4. Consonance with the way the world really works: As Popper wrote, this is a world of propensities. We make real progress by taking small steps, piecemeal actions, and backing away if they go awry, not by grand plans or extreme actions. Non-linearities and uncertainties make the prediction of consequences a vain enterprise; the law of unintended consequences is not meaningless. We take chances in the hope of a reward but limit our risks. The conventional binary-choice procedures are inconsistent with a world that works in this way. Such procedures require far more certainty and knowledge than we actually have if they are not to lead us into dangerous waters. The leverage that majority rule, binary-choice processes give to the individual or bloc strategically placed at the fulcrum of power is much too risky to be tolerable.

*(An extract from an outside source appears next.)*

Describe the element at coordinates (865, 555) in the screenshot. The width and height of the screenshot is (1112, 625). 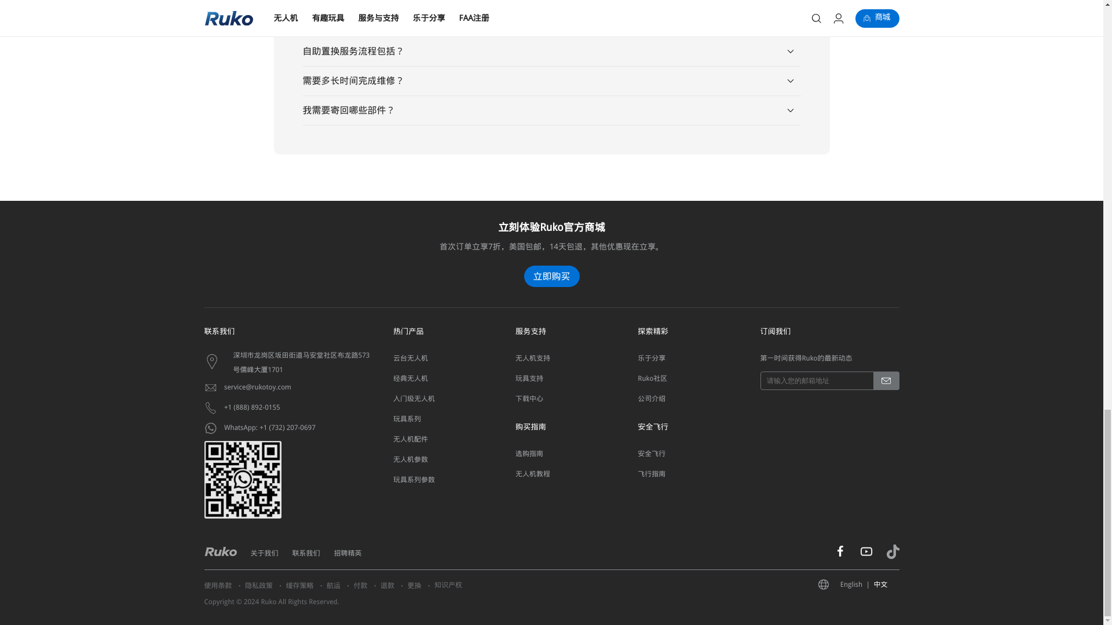
I see `youtube` at that location.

Whether the scheme I have outlined here will work out as well as I have indicated is not something that need be debated abstractly. Political theory, in the end, rests on existential experience. There is no reason why we should not experiment with variations on this scheme using chance in making social decisions. We have nothing to lose but our illusions of control in an uncertain world.
Supplementary Comments & References
A recent (1998) book that sets out the philosophical basis for this work is Impossibility: The Limits of Science and the Science of Limits, by British cosmologist John D. Barrow. This book was reviewed in The Toronto Globe and Mail by Richard Lubbock, and the review is an excellent explanation of the motivations behind the plan I have outlined. It confirms the modern scientific and logical findings of indeterminacy and uncertainty deeply imbedded in the nature of the universe and of language, referring to the works of Einstein, Planck, Heisenberg, Wittgenstein, Gödel, and Arrow. The review makes explicit reference to the problems of democracy in such a universe.
If you have difficulty in seeing where this proposal fits into the Big Picture, read the archives at the The Toronto Globe & Mail website, or if it is no longer available there see a copy I have provided.Click here to read a discussion of this paper on the Karl R Popper list server archive under the thread title When democracy fails? (explore the thread by following previous and next links) and other comments by e-mail.
Some other sites related to election procedures:
Proportional Representation: Center for Voting & Democracy.
Approval Voting: Boulder [Colorado] Computer Network.
The Science of Elections Editorial by S.J. Brams and D.R. Herschbach, Science, v. 92, p. 1441, 25 May 2001. [Requires subscription to Science magazine.]
Election Selection E. Klarreich, Science News Online, 2 Nov.2002 v. 162, No. 18. and a follow-up column. Among the number of proposals there, the one by Barry K. Rosen, involving conceptual buckets and pails, comes closest to my proposal and may be better in terms of simplicty and public acceptability; when you go to the site, do a search on his name.[Return] Political note: There have been those in high places within Mensa who have impoverished the society for their private benefit and justified it by saying, in effect, Well, that's human nature. It ain't necessarily so. Altruism and dedication to service have been as much a part of human nature as have been selfishness and greed.